Funkwerks of Fort Collins, Colorado, distributes to three states and uses just one jockey box. So a few years ago, co-founder Brad Lincoln agreed to pay $400 for a custom-converted 1940s refrigerator whose top half slid over the box. But somewhere between fixing the face clock and painting the container lime-green to match the brewery’s color scheme, Lincoln laughs that his friendly neighborhood junk collector/tinkerer/brewery-stuff-maker “kept making cool suggestions.” Final price tag? $600.
Lincoln doesn’t regret the cost and got three good years out of the old fridge before he passed it on to another brewery. In that time, he observed three things: People loved coming over to claim the logoed magnets pasted across the fridge face; older festival attendees who might have been repelled by Funkwerks’ edgy name or challenging flavor profiles were attracted to an appliance from their youth; and other breweries suddenly sported refrigerator-themed box covers, too.

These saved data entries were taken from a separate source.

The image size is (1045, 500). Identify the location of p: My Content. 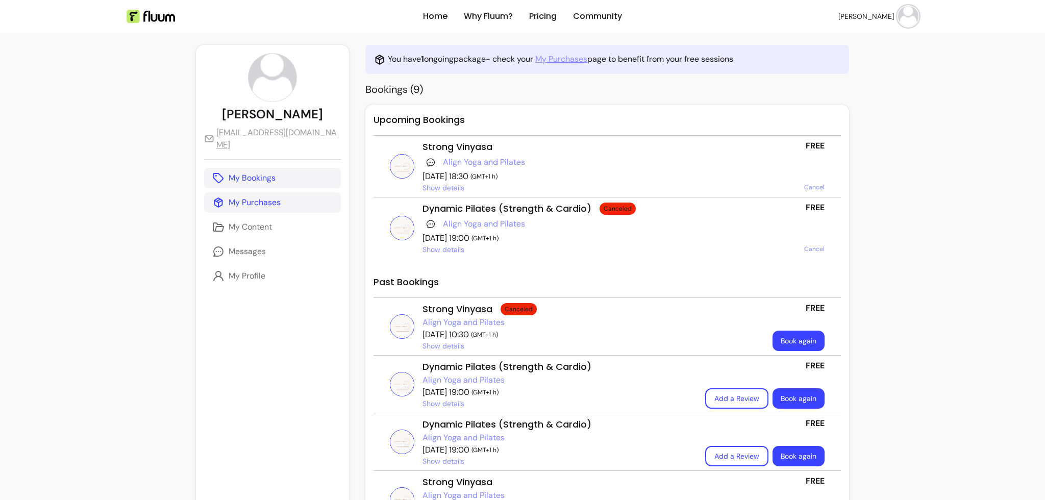
(250, 227).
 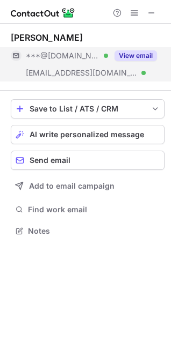 I want to click on span: Send email, so click(x=50, y=160).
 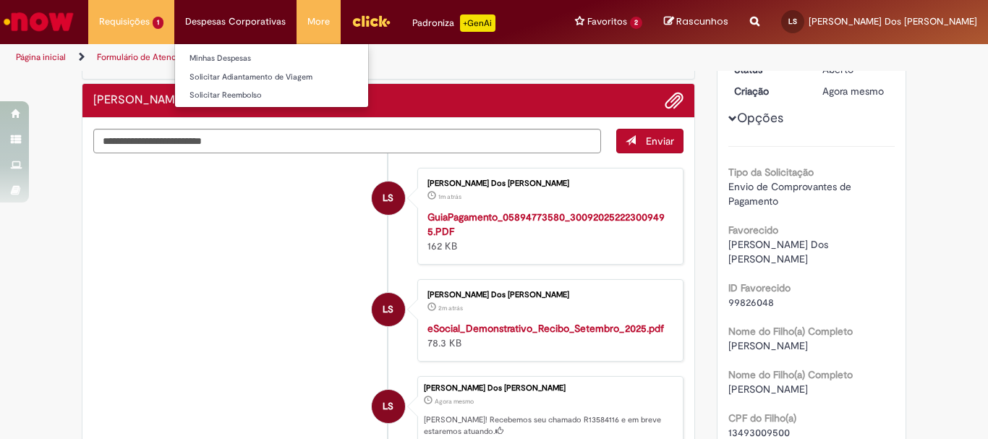 I want to click on span: Envio de Comprovantes de Pagamento, so click(x=791, y=194).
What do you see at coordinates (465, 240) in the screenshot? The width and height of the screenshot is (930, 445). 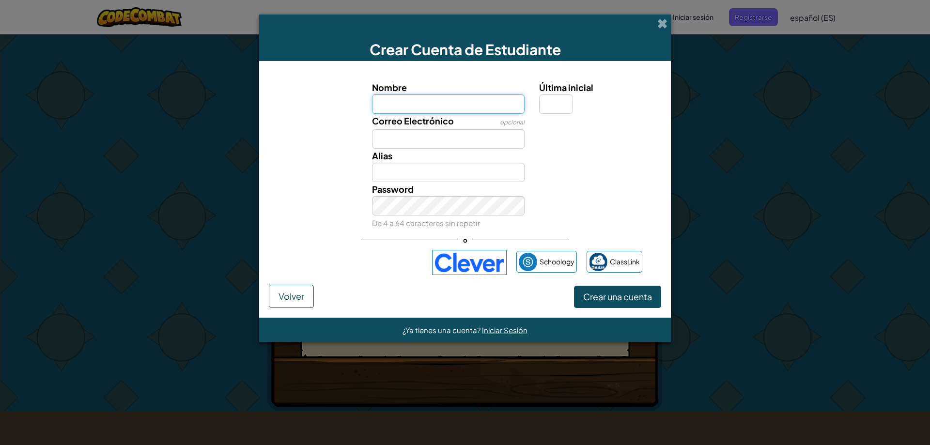 I see `span: o` at bounding box center [465, 240].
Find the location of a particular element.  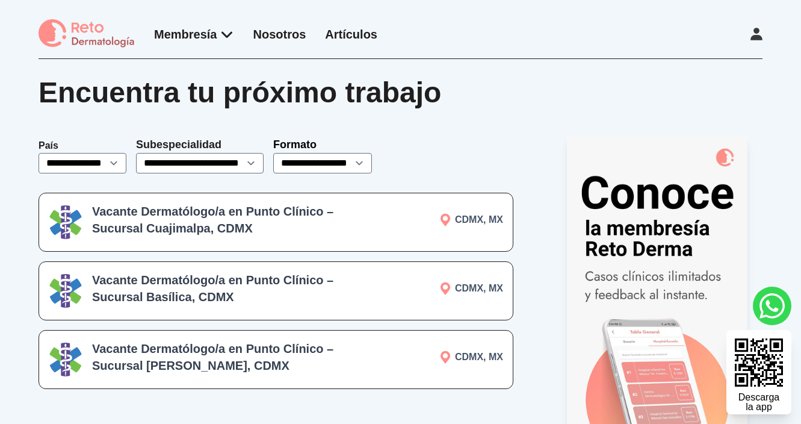

h3: Vacante Dermatólogo/a en Punto Clínico – Sucursal Basílica, CDMX is located at coordinates (226, 288).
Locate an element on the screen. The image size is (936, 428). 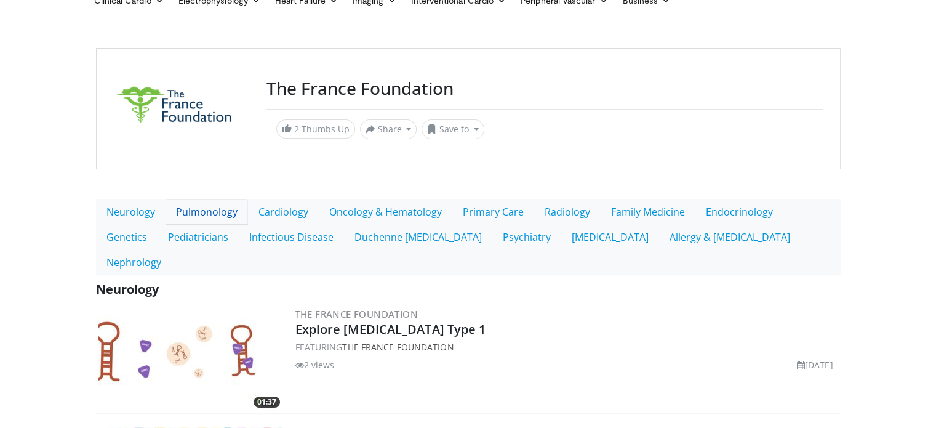
a: Primary Care is located at coordinates (493, 212).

Though jockey box covers tend more toward the individual than the faddish, Lincoln noticed another trend not long ago. After a beetle infestation killed off forests around Colorado, some of the state’s breweries recycled the wood by commissioning covers made from the felled trees.
Once in a while a brewer somewhere even lugs out a seasonal novelty.
“Why not build a giant coffin and put taps into it?” Joe Vella, co-owner of The Brewers’ Collective on Long Island, remembers asking before a Halloween fest.
Built according to real-life specs, the coffin emerges twice every October for a local “Punktoberfest” and a fundraiser for a bat sanctuary. It stands (or rather lies) as an example of what most brewery employees who put time and money into creating a memorable jockey box covers aim to achieve. Not only does it serve as a talk-piece and a landmark, it also expresses the personality of the brewery and encapsulates the spirit that makes beer enjoyable.
“I think [it] shows our irreverent side,” Vella says. “And we like to have fun at events.”